Both algorithms share the same configuration parameters: max_chars, max_chunk_size,
hard_max_size, min_chunk_size, sub_split_paragraph, sub_split_table,
sub_split_code, sub_split_list, preserve_table_header, preserve_code_fence,
forward_intro_text, and doc_id. See the API reference for details on each parameter.

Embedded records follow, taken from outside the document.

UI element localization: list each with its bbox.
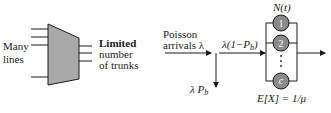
service-time-label: E[X] = 1/μ (256, 92, 306, 104)
many-lines-label-1: Many (3, 40, 29, 52)
server-label: 1 (279, 18, 284, 29)
loss-queue-diagram: Poisson arrivals λ λ Pb λ(1−Pb) N(t) 1 2 (163, 1, 325, 104)
dot (280, 65, 282, 67)
poisson-label-2: arrivals λ (163, 39, 205, 51)
server-1: 1 (273, 15, 289, 31)
server-2: 2 (273, 35, 289, 51)
ellipsis-dots (280, 55, 282, 67)
dot (280, 55, 282, 57)
server-label: c (279, 75, 284, 86)
count-label: N(t) (272, 1, 291, 14)
dot (280, 60, 282, 62)
output-lines (79, 46, 92, 61)
diagram-canvas: Many lines Limited number of trunks Pois… (0, 0, 331, 113)
blocked-label: λ Pb (189, 83, 208, 97)
concentrator-diagram: Many lines Limited number of trunks (3, 24, 138, 85)
admitted-label: λ(1−Pb) (221, 38, 258, 52)
input-lines (31, 29, 48, 77)
server-bank (266, 23, 297, 81)
many-lines-label-2: lines (3, 53, 24, 65)
server-c: c (273, 73, 289, 89)
of-trunks-label: of trunks (99, 59, 138, 71)
server-label: 2 (279, 38, 284, 49)
concentrator-trapezoid (48, 24, 79, 85)
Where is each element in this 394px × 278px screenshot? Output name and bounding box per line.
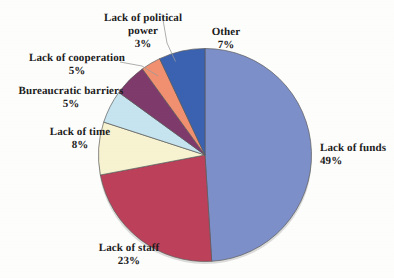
pie-slice-lack-of-funds[interactable] — [205, 49, 312, 262]
pie-chart: Lack of political power 3% Other 7% Lack… — [0, 0, 394, 278]
slice-value-time: 8% — [30, 139, 130, 152]
slice-label-funds: Lack of funds 49% — [320, 142, 394, 168]
slice-value-political-power: 3% — [88, 38, 198, 51]
pie-slices-group — [99, 49, 312, 262]
slice-value-funds: 49% — [320, 155, 394, 168]
slice-label-cooperation: Lack of cooperation 5% — [18, 52, 136, 78]
slice-label-political-power: Lack of political power 3% — [88, 12, 198, 51]
slice-value-cooperation: 5% — [18, 65, 136, 78]
slice-label-bureaucratic-barriers: Bureaucratic barriers 5% — [6, 85, 136, 111]
slice-label-political-power-line2: power — [128, 25, 158, 37]
slice-label-time-text: Lack of time — [50, 126, 110, 138]
slice-label-funds-text: Lack of funds — [320, 142, 386, 154]
slice-label-staff: Lack of staff 23% — [74, 242, 184, 268]
slice-label-other-text: Other — [212, 26, 241, 38]
slice-value-other: 7% — [196, 39, 256, 52]
slice-label-bureaucratic-barriers-text: Bureaucratic barriers — [19, 85, 124, 97]
slice-label-cooperation-text: Lack of cooperation — [29, 52, 125, 64]
slice-value-staff: 23% — [74, 255, 184, 268]
slice-label-other: Other 7% — [196, 26, 256, 52]
slice-value-bureaucratic-barriers: 5% — [6, 98, 136, 111]
slice-label-political-power-line1: Lack of political — [104, 12, 182, 24]
slice-label-time: Lack of time 8% — [30, 126, 130, 152]
slice-label-staff-text: Lack of staff — [99, 242, 160, 254]
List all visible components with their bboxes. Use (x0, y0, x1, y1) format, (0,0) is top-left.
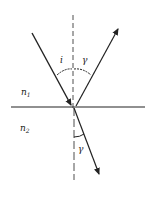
angle-arc-refracted (74, 134, 84, 137)
label-reflected-angle: γ (82, 55, 88, 65)
refraction-diagram: i γ γ n1 n2 (0, 0, 157, 198)
refracted-ray (74, 108, 99, 174)
label-medium-1: n1 (21, 87, 31, 98)
angle-arc-incident (57, 69, 72, 75)
angle-arc-reflected (74, 69, 91, 75)
incident-ray (32, 33, 71, 105)
label-medium-2: n2 (20, 123, 30, 134)
label-incident-angle: i (60, 55, 63, 65)
label-refracted-angle: γ (78, 144, 84, 154)
reflected-ray (76, 29, 118, 106)
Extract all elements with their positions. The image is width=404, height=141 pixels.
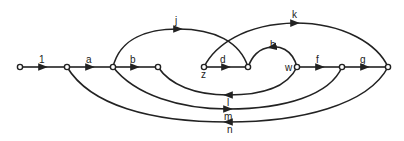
label-k: k <box>292 9 298 20</box>
label-z: z <box>201 69 206 80</box>
label-w: w <box>284 62 293 73</box>
label-j: j <box>174 15 177 26</box>
node-5 <box>245 64 250 69</box>
label-m: m <box>224 111 232 122</box>
node-output <box>385 64 390 69</box>
node-2 <box>110 64 115 69</box>
label-a: a <box>86 54 92 65</box>
label-h: h <box>270 39 276 50</box>
label-l: l <box>227 97 229 108</box>
label-g: g <box>360 54 366 65</box>
signal-flow-graph: 1 a b d h f g j k l m n z w <box>0 0 404 141</box>
node-w <box>294 64 299 69</box>
node-1 <box>64 64 69 69</box>
label-1: 1 <box>39 54 45 65</box>
label-b: b <box>130 54 136 65</box>
node-7 <box>339 64 344 69</box>
node-input <box>17 64 22 69</box>
diagram-canvas: 1 a b d h f g j k l m n z w <box>0 0 404 141</box>
label-n: n <box>227 124 233 135</box>
edge-l <box>158 67 297 95</box>
label-f: f <box>316 54 319 65</box>
node-3 <box>155 64 160 69</box>
label-d: d <box>220 54 226 65</box>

After installation, the structchunk command is available as a console script:
structchunk document.md # hierarchical, 500c cap
structchunk document.md --algorithm linear # greedy block-by-block
structchunk document.md --max-chars 300 --format json # 300c cap, JSON output
structchunk document.md --quiet # suppress summary
structchunk document.md --output-dir /tmp/chunks # custom output directory| Flag | Default | Description |
|---|---|---|
--algorithm |
hierarchical |
Chunking algorithm: hierarchical or linear |
--max-chars |
500 |
Hard cap on chunk size in characters |
--format |
both |
Output format: json, md, or both |
--quiet |
False |
Only save files, don't print summary |
--output-dir |
./test_result/ |
Directory for output files |
Output files include the input file stem, algorithm name, and a timestamp in their filename:
document-hierarchical-20250101_120000.jsondocument-hierarchical-20250101_120000.md
JSON output contains the full chunk list with all metadata fields serialized as dicts, suitable for programmatic consumption. Markdown output renders each chunk as a human-readable section with breadcrumb, source element type, character range, chunk ID, and linked-list pointers.
When --quiet is omitted, the CLI prints a summary table showing each chunk's index,
character count, source type, and breadcrumb path, along with aggregate statistics:
total chunks, size range, type distribution, continuation count, and elapsed time.
The output directory defaults to ./test_result/ and is created automatically if it
does not exist.
- Quick Start
- Algorithms (sentence splitting, header pull-up, context absorption, breadcrumb construction, sibling merge)
- API Reference (
chunk(),chunk_file(),chunk_to_dicts(), keyword arguments) - CLI Usage (flags, output formats, examples)
- Metadata Reference (all fields on
ChunkMetadata) - Why structchunk? (design rationale, UUID4 vs Snowflake BIGINT, fork safety)
- Database Schema (PostgreSQL schema with BIGINT primary key and pgvector column)
Contributions are welcome. See CONTRIBUTING.md for:
- Development setup and installation from source
- Project layout and module overview
- Running the test suite
- Submitting pull requests and reporting bugs
Bug reports and pull requests are welcome on GitHub.